Swift-evolution thread: Discussion thread topic for that proposal
We want to smooth over some of these inconsistencies that make Swift code less
portable when consuming libc in Swift. We want to leave some backward
compatibility with code that makes use of the Darwin
and Glibc
modules today
but encourage developers to migrate code to the solution proposed here.
We create a PlatformLibC module that replaces the Darwin
and Glibc
. This
module would simply re-export the symbols from both of these modules. Developers
should be able to include this module to get all portable libc methods they
need without platform checks.
Instead of compiling the Glibc module as part of the stdlib, we move the module to compile on-demand for each target SDK passed into Swiftc. We can also update the paths used by the importer as the SDK base for the module map. There is some additional glue code, outside of the just the Glibc.modulemap, that would have to be compiled and cached for each non-Darwin target.
Since we are JITing the module, we allow developer to be able to set feature flags on the libc module that the clang importer will set when compiling against the target's libc headers. By default we can implicitly set sensible defaults based on the target's triple (like _GNU_SOURCE on Linux libcs).
TODO: We write some code that does the things
Proposed design:
- Create a PlatformLibC module that re-exports Darwin or Glibc for each arch.
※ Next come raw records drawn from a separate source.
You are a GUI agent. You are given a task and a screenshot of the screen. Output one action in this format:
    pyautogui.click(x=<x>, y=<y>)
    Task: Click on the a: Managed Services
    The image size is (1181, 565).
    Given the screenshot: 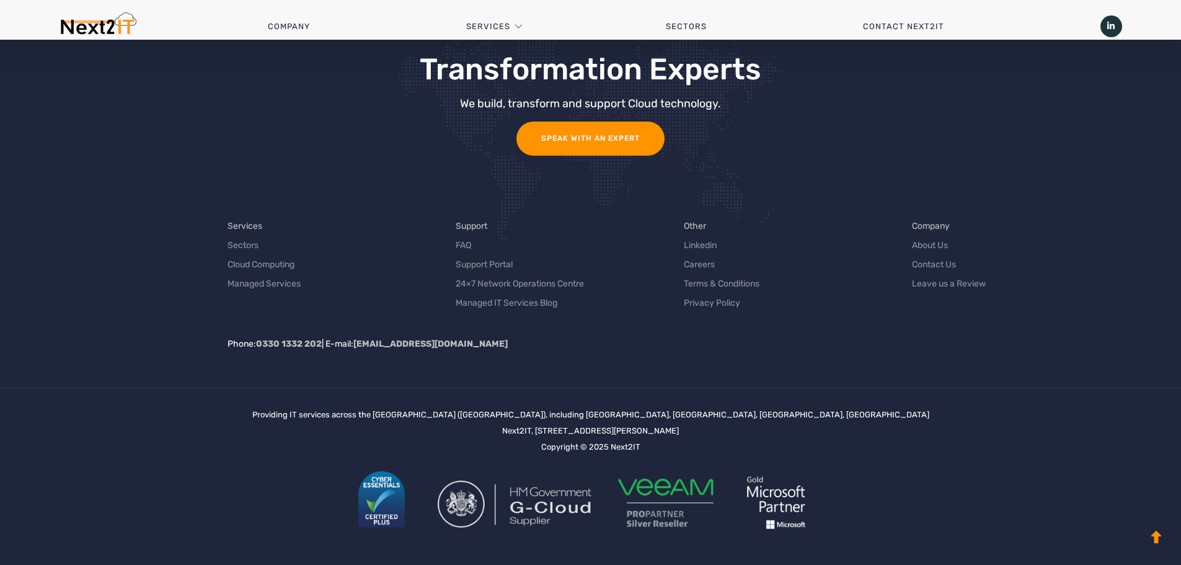 What is the action you would take?
    pyautogui.click(x=264, y=283)
     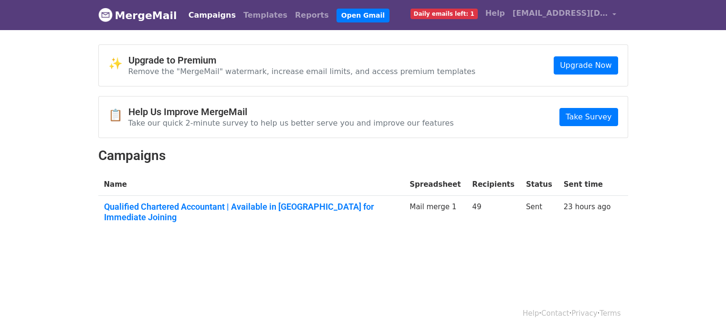 I want to click on a: Daily emails left: 1, so click(x=444, y=13).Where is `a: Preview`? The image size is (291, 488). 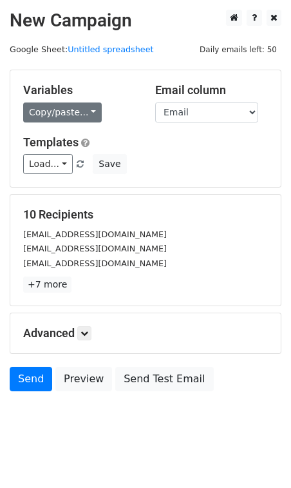
a: Preview is located at coordinates (84, 379).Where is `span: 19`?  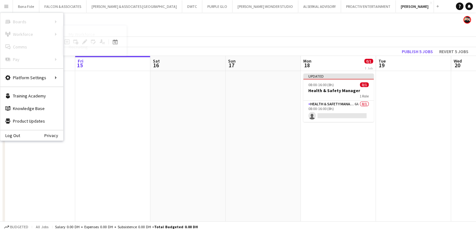
span: 19 is located at coordinates (382, 65).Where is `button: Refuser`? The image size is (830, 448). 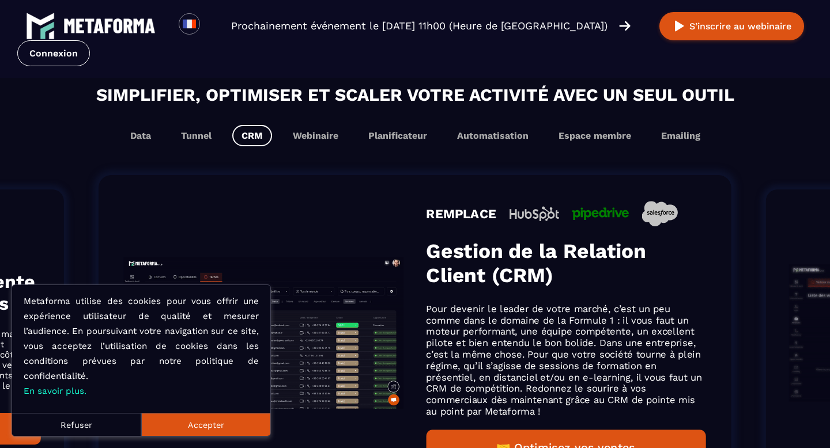 button: Refuser is located at coordinates (77, 425). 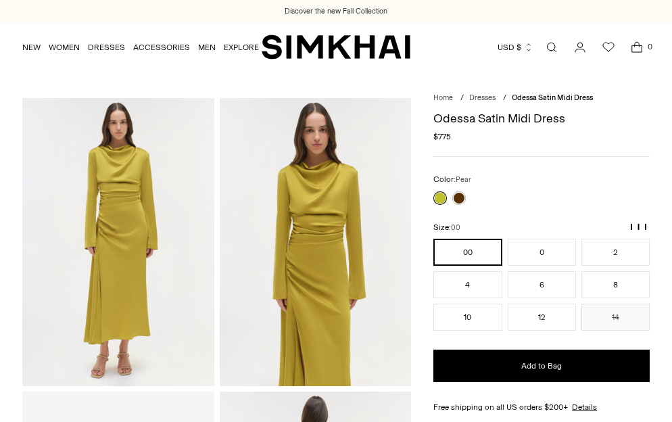 What do you see at coordinates (542, 317) in the screenshot?
I see `button: 12` at bounding box center [542, 317].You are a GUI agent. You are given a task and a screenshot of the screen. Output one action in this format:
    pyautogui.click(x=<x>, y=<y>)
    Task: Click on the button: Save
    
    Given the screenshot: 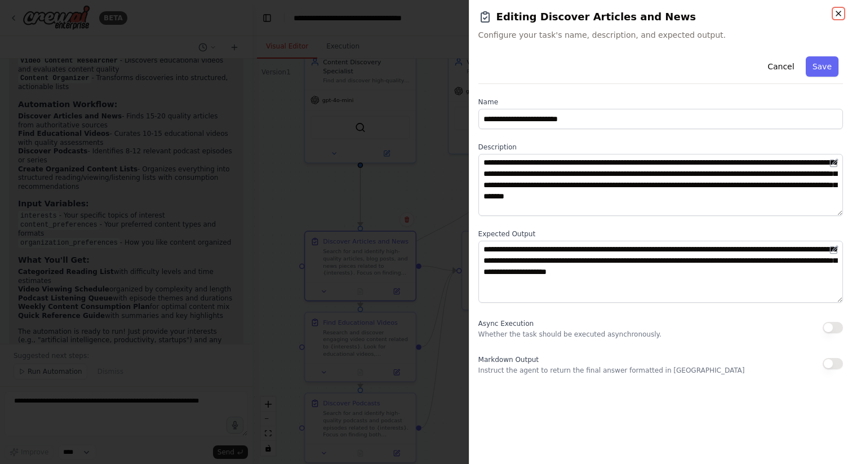 What is the action you would take?
    pyautogui.click(x=822, y=66)
    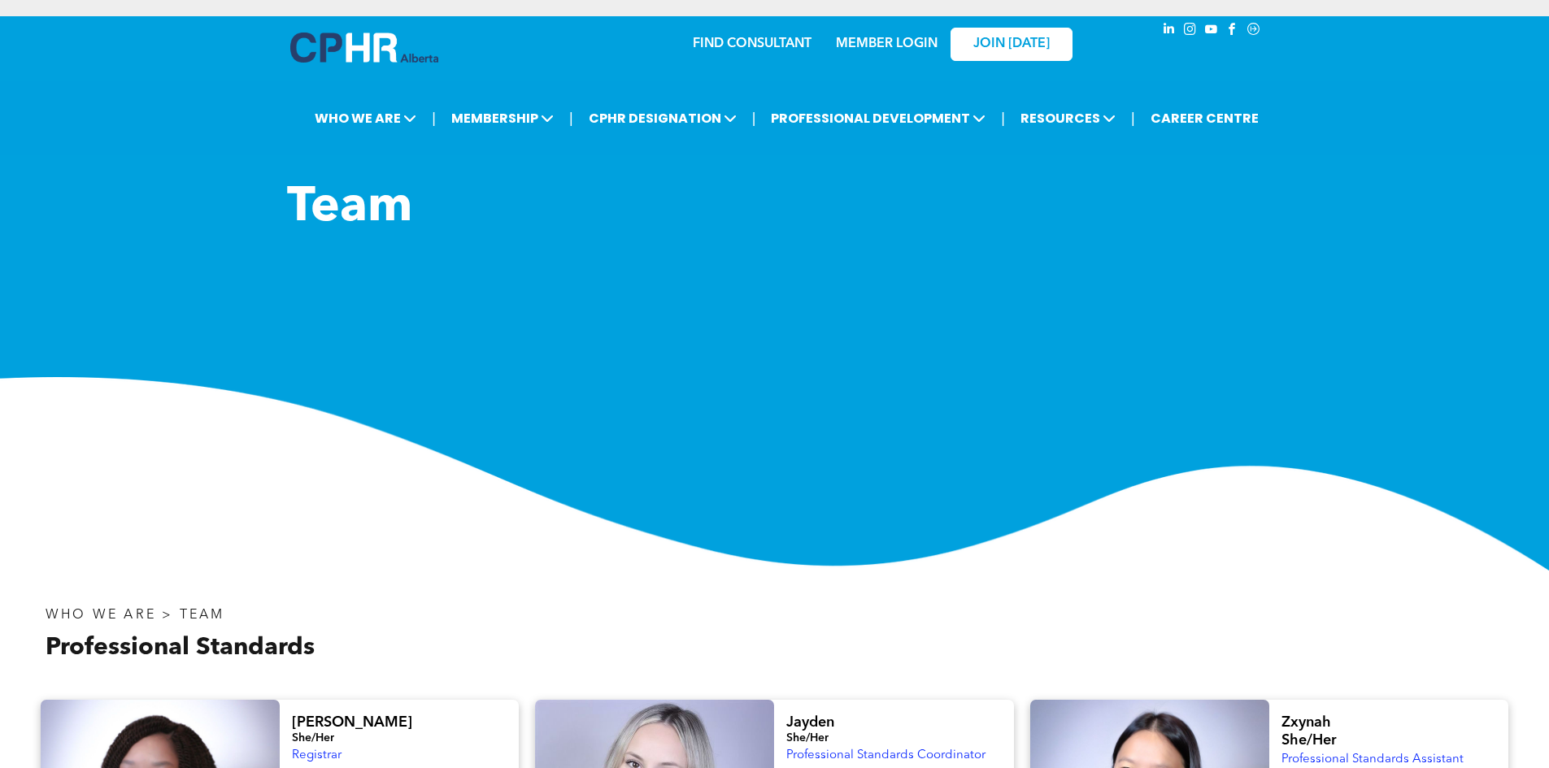  I want to click on a: instagram, so click(1190, 31).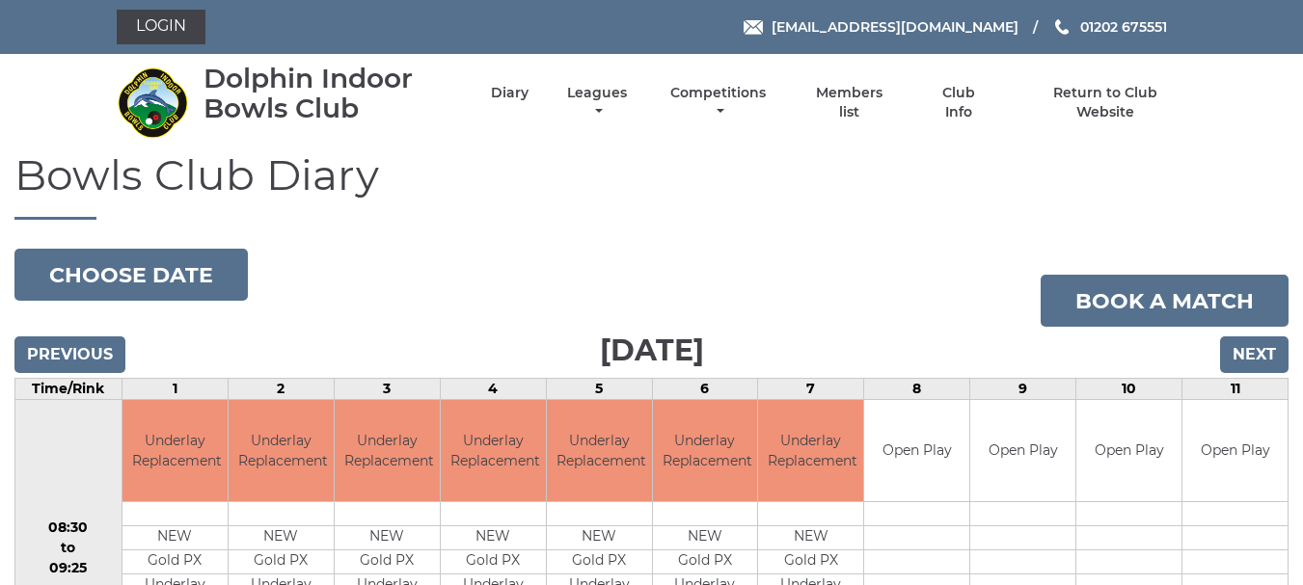 The width and height of the screenshot is (1303, 585). Describe the element at coordinates (131, 275) in the screenshot. I see `button: Choose date` at that location.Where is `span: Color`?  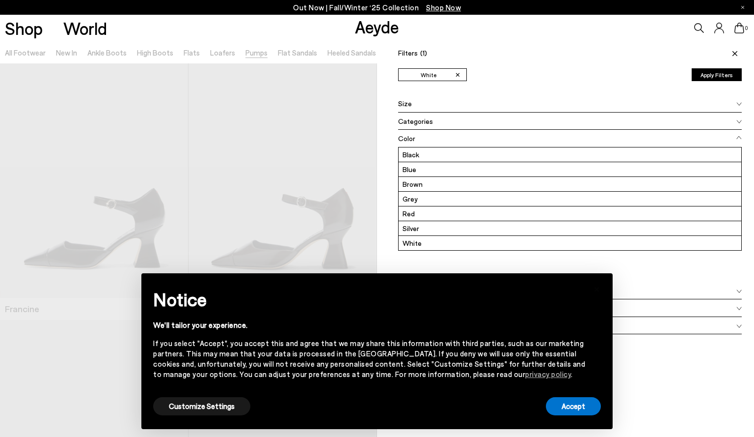 span: Color is located at coordinates (407, 138).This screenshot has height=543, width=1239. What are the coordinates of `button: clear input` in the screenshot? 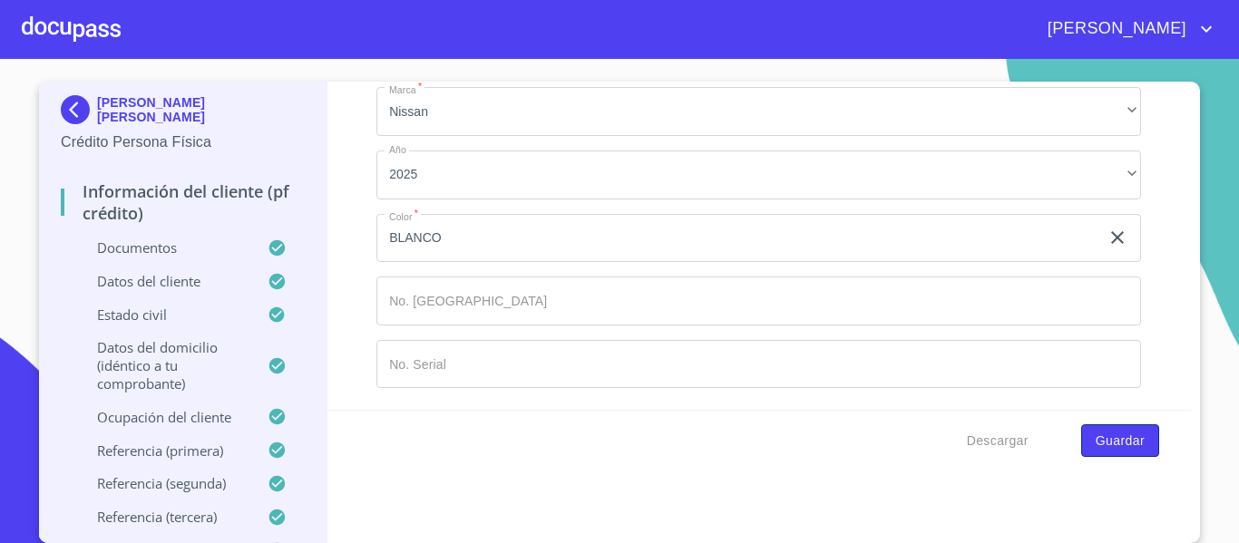 It's located at (1117, 238).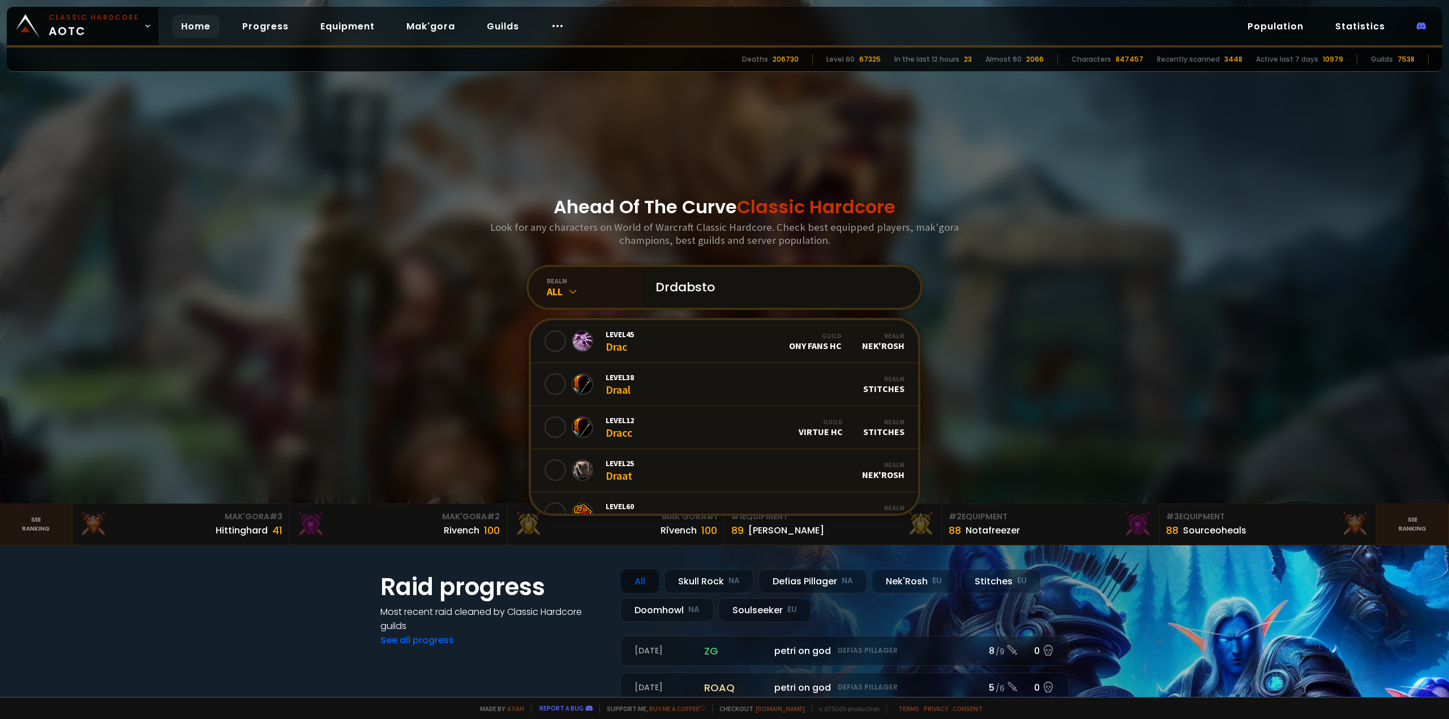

- Move the glibc.modulemap and any extra glibc swift glue code from the platform stdlib package into the lib/swift folder so that it can be compiled for the target SDK on demand.
- Update the compiler frontend to compile and cache the libc module for us
for each new -sdk passed in
- swiftc should apply the same kind of transforms we do in gyb (maybe we can use the standard C++ processor on the file) on the glibc.modulemap
- compile the rest of the glibc module with the extra glue code and store /tmp like the module cache.
- add the cached new glibc module from /tmp to the linker options for specific toolchains jitting this module.
- Add args to the swiftc frontend for defining libc define options for the SDK
Darwin should be unaffected.
Unfortunately the current glibc module on Linux (or anything else) is
already inherently brittle given it's being based on the libc of
whomever built the Glibc module into the toolchain. The glibc
module
should remain compatibile for non-Darwin developers that have previously
built their own toolchain for their own system. Developers that rely on
the glibc
module to behave like it did from a foreign system's libc
different enough than their own (without obtaining and passing in that same
foreign system's sysroot into the -sdk
arg) may experience some source
breakage. This might be people who obtained a pre-built toolchain from
Swift.org for example and ran it on a different OS than it was compiled on.
Any breakage suffered is likely just exposing undetected errors in the target's
build.
Each libc implementation has it's own ABI stability guarantees and this proposal doesn't change that.
The ABI stability of any targeted libc is entirely the responsibility of the developer consuming libc on their target platform to check and ensure that the methods and features they are using from their libc is ABI stable for all the targets they want to deploy their binaries on.
This adds a new public API (the PlatformLibC
module) and deprecates usage of
the Darwin
and Glibc
modules. This modules API is entirely determined by the
target platform's libc and any additional code that is added to the glue code
we have added to build the module.
Instead of JITing the Glibc module, implementing a VFS layer for the clang importer was considered so that we could relocate the target sysroot for SDK for the glibc module map. This would require changes in clang and would still not solve being able to update the glibc module to match the target's libc features.